The Board of Trustees said it was troubled by the accusations but has “full confidence” in Nikias.
The complaint accuses the university of failing to properly respond to complaints about Tyndall. USC said in a statement that it was aware of the lawsuit.
“We are focused on ensuring the safety and wellbeing of our students and providing support to those affected,” the statement said.
“He should have been removed and referred to the authorities years ago,” he wrote. “Once again, I want to personally apologize to any student who visited our student health center and was made to feel uncomfortable in any way. You deserved better, and we let you down.”
MORE COMPLAINTS
The Los Angeles Times reported USC received about 200 complaints from former patients and that the school is planning to forward some of those reports to the Los Angeles Police Department.
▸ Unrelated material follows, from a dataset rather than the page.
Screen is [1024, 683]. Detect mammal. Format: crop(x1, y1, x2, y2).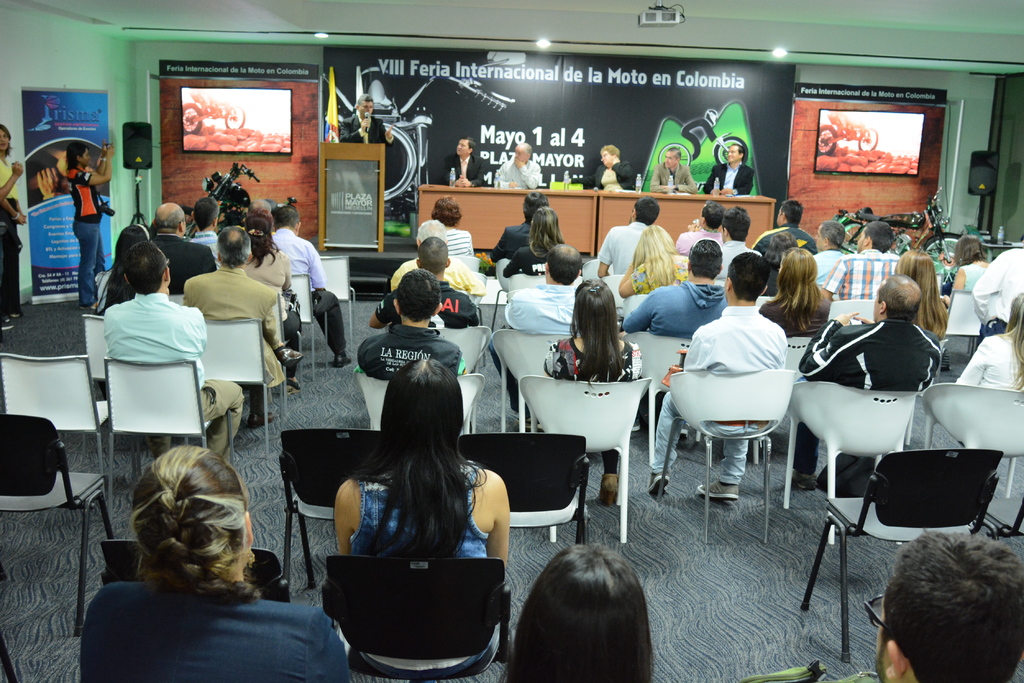
crop(501, 206, 564, 277).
Tyndall continued to examine young women even though he was the subject of complaints that started years ago, according to the newspaper. The complaints against Tyndall include claims of inappropriate remarks about patients’ bodies and inappropriate touching during pelvic exams.
Tyndall was suspended with pay in 2016 and resigned with a confidential financial settlement in 2017, the paper reported.
The lawsuit alleges the school agreed to the settlement to keep quiet the details of an internal investigation that found Tyndall “routinely made sexually and racially inappropriate remarks to patients” and “kept a secret box full of photographs of his patients’ genitals.”
An electrical engineer who received his Master’s and Ph.D from the State University of New York at Buffalo, Nikias has shot up the academic hierarchy ladder and keeps his interest in Athenian drama and democracy.
In 1991, he Nikias left Northeastern University in Boston as a professor to move to USC.Before that, Nikias was on the faculty of the University of Connecticut. He became a U.S. citizen in 1989. He was named USC’s President in 2010.
He is founding director of two national research centers at USC: the NSF-funded Integrated Media Systems Center and the Department of Defense (DoD)-funded Center for Research on Applied Signal Processing. The DoD has adopted a number of his innovations and patents in sonar, radar, and communication systems.
In recognition of his efforts to renew USC’s athletic heritage, The New York Times selected Nikias as one of a small number of national figures “who make sports’ little corner of the world a better place.”
Nikias was awarded the Aristeia medal, the Republic of Cyprus’ highest honor in the letters, arts, and sciences, the USC Black Alumni Association’s Thomas Kilgore Service Award, the Los Angeles Police Museum’s Jack Webb Award, and earned a commendation for cutting-edge research from the governor of California.